The Manhattan court on Thursday revived Officer Craig Matthews' 2012 lawsuit claiming he was retaliated against for telling superiors at his Bronx precinct the quota had led to unjustified stops and arrests by officers.
The court said Matthews' comments were protected by the U.S. Constitution because he was acting as a citizen, not a public employee, when he made them.
"Matthews was not flagging specific violations of law, but rather expressing an opinion on a policy which he believed was limiting officer discretion," Circuit Judge John Walker.
Thursday's decision overturned a 2013 ruling by a U.S. judge who dismissed the suit, and sent it back to him to decide whether Matthews faced unlawful retaliation.
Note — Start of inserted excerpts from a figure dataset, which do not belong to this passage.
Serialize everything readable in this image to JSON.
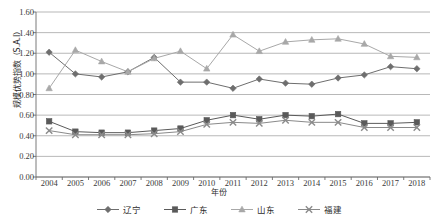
{
  "chart_data": {
    "type": "line",
    "title": "",
    "xlabel": "年份",
    "ylabel": "规模优势指数（S.A.I）",
    "categories": [
      "2004",
      "2005",
      "2006",
      "2007",
      "2008",
      "2009",
      "2010",
      "2011",
      "2012",
      "2013",
      "2014",
      "2015",
      "2016",
      "2017",
      "2018"
    ],
    "ylim": [
      0.0,
      1.6
    ],
    "yticks": [
      "0.00",
      "0.20",
      "0.40",
      "0.60",
      "0.80",
      "1.00",
      "1.20",
      "1.40",
      "1.60"
    ],
    "ytick_values": [
      0.0,
      0.2,
      0.4,
      0.6,
      0.8,
      1.0,
      1.2,
      1.4,
      1.6
    ],
    "grid": true,
    "legend_position": "bottom",
    "series": [
      {
        "name": "辽宁",
        "marker": "diamond",
        "color": "#6e6e6e",
        "values": [
          1.21,
          1.0,
          0.97,
          1.02,
          1.16,
          0.92,
          0.92,
          0.86,
          0.95,
          0.91,
          0.9,
          0.96,
          0.99,
          1.07,
          1.05
        ]
      },
      {
        "name": "广东",
        "marker": "square",
        "color": "#5a5a5a",
        "values": [
          0.54,
          0.44,
          0.43,
          0.43,
          0.45,
          0.47,
          0.55,
          0.6,
          0.56,
          0.6,
          0.59,
          0.61,
          0.52,
          0.52,
          0.53
        ]
      },
      {
        "name": "山东",
        "marker": "triangle",
        "color": "#a8a8a8",
        "values": [
          0.86,
          1.23,
          1.12,
          1.02,
          1.15,
          1.22,
          1.05,
          1.38,
          1.22,
          1.31,
          1.33,
          1.34,
          1.29,
          1.17,
          1.16
        ]
      },
      {
        "name": "福建",
        "marker": "cross",
        "color": "#8a8a8a",
        "values": [
          0.45,
          0.41,
          0.41,
          0.41,
          0.42,
          0.44,
          0.51,
          0.53,
          0.52,
          0.55,
          0.53,
          0.53,
          0.48,
          0.48,
          0.48
        ]
      }
    ]
  }
}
Matthews' suit came amid a broader battle over the legality of the NYPD's "stop and frisk" practice, which critics claimed was illegally targeting minorities and had caused a rift between police and city residents.
The police department is implementing reforms after a federal judge said in 2013 that stop-and-frisk was unconstitutional.
Matthews' attorney, Christopher Dunn of the New York Civil Liberties Union, said in a statement the ruling would protect the ability of officers to speak out about quotas and other types of police misconduct.
A spokesman for the City Law Department said the decision was being reviewed.
The case is Matthews v. The City of New York, 2nd Circuit U.S. Court of Appeals, No. 13-2915.